Posted: Truthout
Thursday, 18 December 2008.
by: Steve Weissman
Back in 2003, an Illinois state senator named Barack Obama spoke to an AFL-CIO group and what he told them is now making headlines across the Internet. "I happen to be a proponent of a single-payer universal health-care plan," he said to applause. "I see no reason why the United States of America, the wealthiest country in the history of the world, spending 14 percent of its Gross National Product on health care, cannot provide basic health insurance to everybody."
As Obama understood at the time, single-payer offers enormous advantages. Everyone's in, nobody's out. Patients pick their own doctors, who remain in the private sector. The government pays the bills, while private insurance companies and health maintenance organizations (HMOs) no longer act as gate-keepers, excluding pre-existing conditions from coverage and telling doctors and patients what is "medically necessary" and what is not.
Equally important, the insurers and HMOs no longer burden the system with their profits, high executive salaries, marketing expenses and administrative costs, which amount to as much as 31 percent of our national health care spending. Instead, the Social Security Administration handles the payments and paperwork, as they now do with Medicare, and the overhead comes down to an estimated 3-5 percent, or probably less with a healthy dose of advanced computer technology.
Who could be against such a straightforward, cost-saving system? The answer is obvious - private insurance companies, HMOs and the lawmakers they so generously support. Which, I suppose, is why Obama rather clumsily backed away in his campaign for President. "I never said that we should try to go ahead and get single-payer," he announced in January. "What I said was that if we were starting from scratch … I would probably go with a single-payer system."
"A lot of people work for insurance companies; a lot of people work for HMOs," he added in August. "You've got a whole system of institutions that have been set up."
"People don't have time to wait," he went on. "They need relief now. So my attitude is let's build up the system we got, let's make it more efficient, we maybe over time - as we make the system more efficient and everybody's covered - decide that there are other ways for us to provide care more effectively."
Much of his caution came from former Senate Majority Leader Tom Daschle, an early supporter whom Obama has now named to be secretary of health and human Services and head of the White House Office of Health Care Reform. Daschle spelled out his thinking in his book "Critical: What We Can Do About the Health-Care Crisis."
"Most of the world's highest-ranking health-care systems employ some kind of "single-payer" strategy - that is, the government, directly or through insurers, is responsible for paying doctors, hospitals and other health-care providers," he wrote.
"Supporters say single-payer is brilliantly simple, ensures equity by providing all people with the same benefits, and saves billions of dollars by creating economies of scale and streamlining administration. But pure single-payer system is politically problematic in the United States, at least right now. Even though polls show that seniors are happier with Medicare than younger people are with their private insurance, opponents of reform have demonized government-run systems as 'socialized medicine.'
"I have strong views on what an 'ideal' system would look like," Daschle added. "But I'm not willing to sacrifice worthy improvements on the altar of perfection. I find it encouraging that the leading Democratic presidential contenders appear to share this attitude. The proposals that Obama, Clinton and Edwards put forward would improve our current system rather than scrapping it, using the Massachusetts reform plan as a model."
The argument is classic: "Don't let the best become the enemy of the better." Or, perhaps more to the point: "Don't pick a fight we have no chance of winning."
Daschle and Obama are two of America's brightest political minds, and they could well be right. But the best way to find out is to fight for single-payer and then, if we must, negotiate a compromise. If there was ever a time to go for the whole loaf, it is now, when the insurance companies are despised for their high-handed gate-keeping and their role in creating the current financial crisis.
How, then, do we convince Obama, Daschle and the Democrats in Congress to give up the old politics and join us in a fight for the Change We Need? Here's what I'm doing. I went to www.change.gov, clicked on "Lead a Health Care Discussion," and arranged to host a house party for other Democrats abroad here in France. If enough of us did this in our own communities, we might well remove the veto from single-payer health care.
Live your values. Love your country.
And, remember: TOGETHER, We can make a DIFFERENCE!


→ WHAT TO DO: Your copy should hold every record exactly and no images.

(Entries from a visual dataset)
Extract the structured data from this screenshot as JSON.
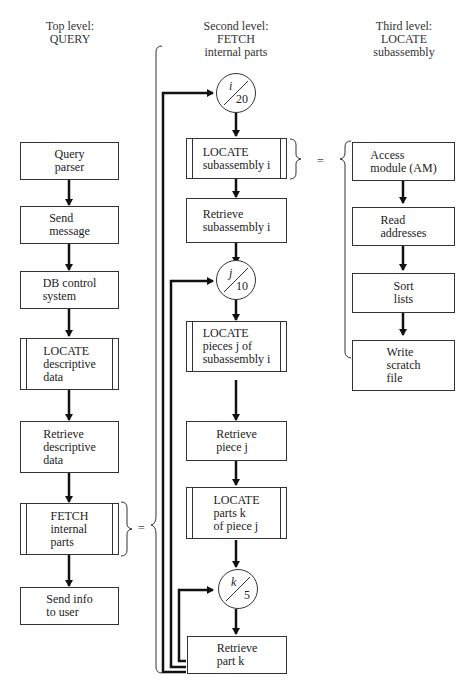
{
  "headers": {
    "top": {
      "line1": "Top level:",
      "line2": "QUERY"
    },
    "second": {
      "line1": "Second level:",
      "line2": "FETCH",
      "line3": "internal parts"
    },
    "third": {
      "line1": "Third level:",
      "line2": "LOCATE",
      "line3": "subassembly"
    }
  },
  "top_level": [
    {
      "id": "query-parser",
      "text": "Query\nparser",
      "type": "process"
    },
    {
      "id": "send-message",
      "text": "Send\nmessage",
      "type": "process"
    },
    {
      "id": "db-control-system",
      "text": "DB control\nsystem",
      "type": "process"
    },
    {
      "id": "locate-descriptive-data",
      "text": "LOCATE\ndescriptive\ndata",
      "type": "subprocess"
    },
    {
      "id": "retrieve-descriptive-data",
      "text": "Retrieve\ndescriptive\ndata",
      "type": "process"
    },
    {
      "id": "fetch-internal-parts",
      "text": "FETCH\ninternal\nparts",
      "type": "subprocess"
    },
    {
      "id": "send-info-to-user",
      "text": "Send info\nto user",
      "type": "process"
    }
  ],
  "second_level": {
    "loop_i": {
      "var": "i",
      "count": "20"
    },
    "locate_subassembly": "LOCATE\nsubassembly i",
    "retrieve_subassembly": "Retrieve\nsubassembly i",
    "loop_j": {
      "var": "j",
      "count": "10"
    },
    "locate_pieces": "LOCATE\npieces j of\nsubassembly i",
    "retrieve_piece": "Retrieve\npiece j",
    "locate_parts": "LOCATE\nparts k\nof piece j",
    "loop_k": {
      "var": "k",
      "count": "5"
    },
    "retrieve_part": "Retrieve\npart k"
  },
  "third_level": [
    {
      "id": "access-module",
      "text": "Access\nmodule (AM)"
    },
    {
      "id": "read-addresses",
      "text": "Read\naddresses"
    },
    {
      "id": "sort-lists",
      "text": "Sort\nlists"
    },
    {
      "id": "write-scratch-file",
      "text": "Write\nscratch\nfile"
    }
  ],
  "equals_sign": "="
}
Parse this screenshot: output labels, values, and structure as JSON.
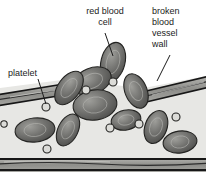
{
  "figure": {
    "background_color": "#ffffff",
    "plasma_color": "#e7e7e4",
    "wall_band_color": "#9a9a96",
    "wall_line_color": "#1f1f1f",
    "cell_fill_color": "#6e6e6b",
    "cell_edge_color": "#2a2a28",
    "cell_highlight_color": "#a9a9a5",
    "platelet_fill_color": "#dcdcd8",
    "platelet_edge_color": "#2a2a28",
    "leader_line_color": "#1b1b1b",
    "text_color": "#1b1b1b"
  },
  "labels": {
    "red_blood_cell": "red blood\ncell",
    "broken_vessel_wall": "broken\nblood\nvessel\nwall",
    "platelet": "platelet"
  },
  "diagram_data": {
    "type": "biological-illustration",
    "subject": "blood vessel wall rupture",
    "annotated_parts": [
      {
        "name": "red blood cell",
        "label": "red blood\ncell",
        "leader_from": [
          105,
          34
        ],
        "leader_to": [
          113,
          58
        ]
      },
      {
        "name": "broken blood vessel wall",
        "label": "broken\nblood\nvessel\nwall",
        "leader_from": [
          170,
          56
        ],
        "leader_to": [
          157,
          80
        ]
      },
      {
        "name": "platelet",
        "label": "platelet",
        "leader_from": [
          38,
          80
        ],
        "leader_to": [
          46,
          106
        ]
      }
    ],
    "vessel_walls": [
      {
        "name": "upper-left-wall-segment",
        "span_x": [
          0,
          62
        ],
        "span_y": [
          93,
          84
        ],
        "thickness": 11,
        "broken": true
      },
      {
        "name": "upper-right-wall-segment",
        "span_x": [
          144,
          206
        ],
        "span_y": [
          93,
          80
        ],
        "thickness": 11,
        "broken": true
      },
      {
        "name": "lower-wall-segment",
        "span_x": [
          0,
          206
        ],
        "span_y": [
          158,
          158
        ],
        "thickness": 13,
        "broken": false
      }
    ],
    "red_blood_cells": [
      {
        "cx": 113,
        "cy": 62,
        "rx": 12,
        "ry": 20,
        "rotation": 14,
        "location": "escaping-above-break"
      },
      {
        "cx": 92,
        "cy": 81,
        "rx": 20,
        "ry": 13,
        "rotation": -22,
        "location": "escaping-above-break"
      },
      {
        "cx": 69,
        "cy": 88,
        "rx": 11,
        "ry": 19,
        "rotation": 36,
        "location": "escaping-above-break"
      },
      {
        "cx": 136,
        "cy": 91,
        "rx": 11,
        "ry": 18,
        "rotation": -22,
        "location": "escaping-above-break"
      },
      {
        "cx": 95,
        "cy": 105,
        "rx": 22,
        "ry": 15,
        "rotation": -8,
        "location": "inside-vessel"
      },
      {
        "cx": 126,
        "cy": 120,
        "rx": 15,
        "ry": 10,
        "rotation": -12,
        "location": "inside-vessel"
      },
      {
        "cx": 35,
        "cy": 130,
        "rx": 20,
        "ry": 12,
        "rotation": -6,
        "location": "inside-vessel"
      },
      {
        "cx": 68,
        "cy": 130,
        "rx": 10,
        "ry": 17,
        "rotation": 26,
        "location": "inside-vessel"
      },
      {
        "cx": 156,
        "cy": 127,
        "rx": 11,
        "ry": 17,
        "rotation": 20,
        "location": "inside-vessel"
      },
      {
        "cx": 180,
        "cy": 142,
        "rx": 17,
        "ry": 11,
        "rotation": -8,
        "location": "inside-vessel"
      }
    ],
    "platelets": [
      {
        "cx": 46,
        "cy": 107,
        "r": 4,
        "label": "platelet"
      },
      {
        "cx": 86,
        "cy": 90,
        "r": 4
      },
      {
        "cx": 113,
        "cy": 82,
        "r": 4
      },
      {
        "cx": 110,
        "cy": 128,
        "r": 4
      },
      {
        "cx": 139,
        "cy": 124,
        "r": 4
      },
      {
        "cx": 176,
        "cy": 117,
        "r": 4
      },
      {
        "cx": 47,
        "cy": 149,
        "r": 4
      },
      {
        "cx": 4,
        "cy": 124,
        "r": 3
      }
    ]
  }
}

→ THE ANSWER:
Extract the structured data from this screenshot as JSON.
{
  "headers": {
    "top": {
      "line1": "Top level:",
      "line2": "QUERY"
    },
    "second": {
      "line1": "Second level:",
      "line2": "FETCH",
      "line3": "internal parts"
    },
    "third": {
      "line1": "Third level:",
      "line2": "LOCATE",
      "line3": "subassembly"
    }
  },
  "top_level": [
    {
      "id": "query-parser",
      "text": "Query\nparser",
      "type": "process"
    },
    {
      "id": "send-message",
      "text": "Send\nmessage",
      "type": "process"
    },
    {
      "id": "db-control-system",
      "text": "DB control\nsystem",
      "type": "process"
    },
    {
      "id": "locate-descriptive-data",
      "text": "LOCATE\ndescriptive\ndata",
      "type": "subprocess"
    },
    {
      "id": "retrieve-descriptive-data",
      "text": "Retrieve\ndescriptive\ndata",
      "type": "process"
    },
    {
      "id": "fetch-internal-parts",
      "text": "FETCH\ninternal\nparts",
      "type": "subprocess"
    },
    {
      "id": "send-info-to-user",
      "text": "Send info\nto user",
      "type": "process"
    }
  ],
  "second_level": {
    "loop_i": {
      "var": "i",
      "count": "20"
    },
    "locate_subassembly": "LOCATE\nsubassembly i",
    "retrieve_subassembly": "Retrieve\nsubassembly i",
    "loop_j": {
      "var": "j",
      "count": "10"
    },
    "locate_pieces": "LOCATE\npieces j of\nsubassembly i",
    "retrieve_piece": "Retrieve\npiece j",
    "locate_parts": "LOCATE\nparts k\nof piece j",
    "loop_k": {
      "var": "k",
      "count": "5"
    },
    "retrieve_part": "Retrieve\npart k"
  },
  "third_level": [
    {
      "id": "access-module",
      "text": "Access\nmodule (AM)"
    },
    {
      "id": "read-addresses",
      "text": "Read\naddresses"
    },
    {
      "id": "sort-lists",
      "text": "Sort\nlists"
    },
    {
      "id": "write-scratch-file",
      "text": "Write\nscratch\nfile"
    }
  ],
  "equals_sign": "="
}
Parse this screenshot: output labels, values, and structure as JSON.
{
  "figure": {
    "background_color": "#ffffff",
    "plasma_color": "#e7e7e4",
    "wall_band_color": "#9a9a96",
    "wall_line_color": "#1f1f1f",
    "cell_fill_color": "#6e6e6b",
    "cell_edge_color": "#2a2a28",
    "cell_highlight_color": "#a9a9a5",
    "platelet_fill_color": "#dcdcd8",
    "platelet_edge_color": "#2a2a28",
    "leader_line_color": "#1b1b1b",
    "text_color": "#1b1b1b"
  },
  "labels": {
    "red_blood_cell": "red blood\ncell",
    "broken_vessel_wall": "broken\nblood\nvessel\nwall",
    "platelet": "platelet"
  },
  "diagram_data": {
    "type": "biological-illustration",
    "subject": "blood vessel wall rupture",
    "annotated_parts": [
      {
        "name": "red blood cell",
        "label": "red blood\ncell",
        "leader_from": [
          105,
          34
        ],
        "leader_to": [
          113,
          58
        ]
      },
      {
        "name": "broken blood vessel wall",
        "label": "broken\nblood\nvessel\nwall",
        "leader_from": [
          170,
          56
        ],
        "leader_to": [
          157,
          80
        ]
      },
      {
        "name": "platelet",
        "label": "platelet",
        "leader_from": [
          38,
          80
        ],
        "leader_to": [
          46,
          106
        ]
      }
    ],
    "vessel_walls": [
      {
        "name": "upper-left-wall-segment",
        "span_x": [
          0,
          62
        ],
        "span_y": [
          93,
          84
        ],
        "thickness": 11,
        "broken": true
      },
      {
        "name": "upper-right-wall-segment",
        "span_x": [
          144,
          206
        ],
        "span_y": [
          93,
          80
        ],
        "thickness": 11,
        "broken": true
      },
      {
        "name": "lower-wall-segment",
        "span_x": [
          0,
          206
        ],
        "span_y": [
          158,
          158
        ],
        "thickness": 13,
        "broken": false
      }
    ],
    "red_blood_cells": [
      {
        "cx": 113,
        "cy": 62,
        "rx": 12,
        "ry": 20,
        "rotation": 14,
        "location": "escaping-above-break"
      },
      {
        "cx": 92,
        "cy": 81,
        "rx": 20,
        "ry": 13,
        "rotation": -22,
        "location": "escaping-above-break"
      },
      {
        "cx": 69,
        "cy": 88,
        "rx": 11,
        "ry": 19,
        "rotation": 36,
        "location": "escaping-above-break"
      },
      {
        "cx": 136,
        "cy": 91,
        "rx": 11,
        "ry": 18,
        "rotation": -22,
        "location": "escaping-above-break"
      },
      {
        "cx": 95,
        "cy": 105,
        "rx": 22,
        "ry": 15,
        "rotation": -8,
        "location": "inside-vessel"
      },
      {
        "cx": 126,
        "cy": 120,
        "rx": 15,
        "ry": 10,
        "rotation": -12,
        "location": "inside-vessel"
      },
      {
        "cx": 35,
        "cy": 130,
        "rx": 20,
        "ry": 12,
        "rotation": -6,
        "location": "inside-vessel"
      },
      {
        "cx": 68,
        "cy": 130,
        "rx": 10,
        "ry": 17,
        "rotation": 26,
        "location": "inside-vessel"
      },
      {
        "cx": 156,
        "cy": 127,
        "rx": 11,
        "ry": 17,
        "rotation": 20,
        "location": "inside-vessel"
      },
      {
        "cx": 180,
        "cy": 142,
        "rx": 17,
        "ry": 11,
        "rotation": -8,
        "location": "inside-vessel"
      }
    ],
    "platelets": [
      {
        "cx": 46,
        "cy": 107,
        "r": 4,
        "label": "platelet"
      },
      {
        "cx": 86,
        "cy": 90,
        "r": 4
      },
      {
        "cx": 113,
        "cy": 82,
        "r": 4
      },
      {
        "cx": 110,
        "cy": 128,
        "r": 4
      },
      {
        "cx": 139,
        "cy": 124,
        "r": 4
      },
      {
        "cx": 176,
        "cy": 117,
        "r": 4
      },
      {
        "cx": 47,
        "cy": 149,
        "r": 4
      },
      {
        "cx": 4,
        "cy": 124,
        "r": 3
      }
    ]
  }
}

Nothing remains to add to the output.